At the word, “Go!” all the ponies leaped into a run. The crowd yelled. Stretched out low and fast, the black pony went by, the others behind it. All their pounding feet raised a cloud of dust that hid them. Then around the far side of the track they went, running with all their might. The gray pony crept up beside the black. Neck and neck they were running, then the gray pulled a little ahead and the crowd yelled again. Laura still hoped for the black. It was doing its best. Little by little it gained on the gray. Its head passed the gray’s neck, its outstretched nose was almost even with the gray’s nose. Suddenly all four ponies were coming head-on down the track, quickly growing larger and larger in front of the oncoming dust. The bay pony with the white nose came skimming past the black and the gray, across the line ahead of them both while the crowd cheered.

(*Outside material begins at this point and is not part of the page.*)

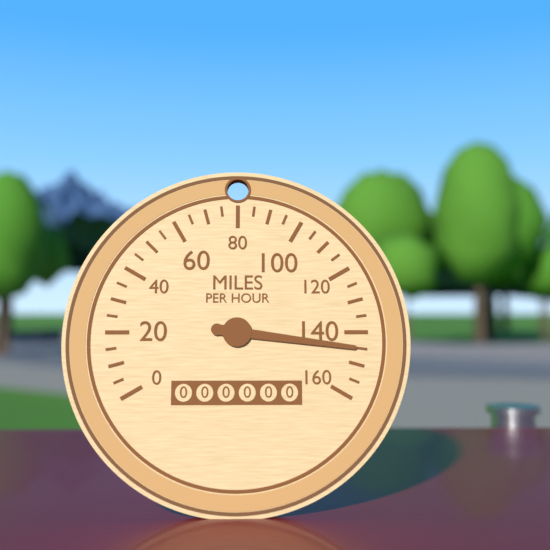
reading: 145 mph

“If you’d bet on the black, Laura, you’d’ve lost,” said Pa.
“It’s the prettiest, though,” Laura answered. She had never been so excited. Carrie’s eyes shone, her cheeks were pink with excitement; her braid was snared on a button and recklessly she yanked it loose.
“Are there any more, Pa? more races?” Carrie cried.
“Sure, here they come for the buggy race,” Pa answered. Mr. Boast joked, “Pick the winning team, Laura!”
Through the crowd and out onto the track came first a bay team hitched to a light buggy. The
bays were perfectly matched and they stepped as though the buggy weighed nothing at all. Then came other teams, other buggies, but Laura hardly saw them, for there was a team of brown horses that she knew. She knew their proud, gay heads and arching necks, the shine of light on their satiny shoulders, the black manes blowing and the forelocks tossing above their quick, bright, gentle eyes.
“Oh, look, Carrie, look! It’s the brown Morgans!” she cried.
“That’s Almanzo Wilder’s team, Boast,” said Pa. “What in creation has he got ’em hitched to?”
High up above the horses, Almanzo Wilder was sitting. His hat was pushed back on his head and he looked cheerful and confident.
He turned the team toward its place in line, and they saw that he was sitting on a high seat, on top of a long, high, heavy wagon, with a door in its side.
“It’s his brother Royal’s peddler’s wagon,” said a man standing near by.
“He don’t have a chance, with that weight, against all those light buggies,” said another. Everyone was looking at the Morgans and the wagon and talking about them.
“The off horse, Prince, is the one he drove last winter, that forty-mile trip that he and Cap Garland made, and brought in the wheat that kept us all from starving to death,” Pa told Mr. Boast. “The other one’s Lady, that ran off with the antelope herd that time. They’ve both got good action, and speed.”
“I see that,” Mr. Boast agreed. “But no team can haul that heavy cart and beat Sam Owen’s bays on his light buggy. Seems like the young fellow might have rousted out a buggy somewheres in this country.”
“He’s an independent kind of a young cuss,” someone said. “He’d rather lose with what he’s got than win with a borrowed buggy.”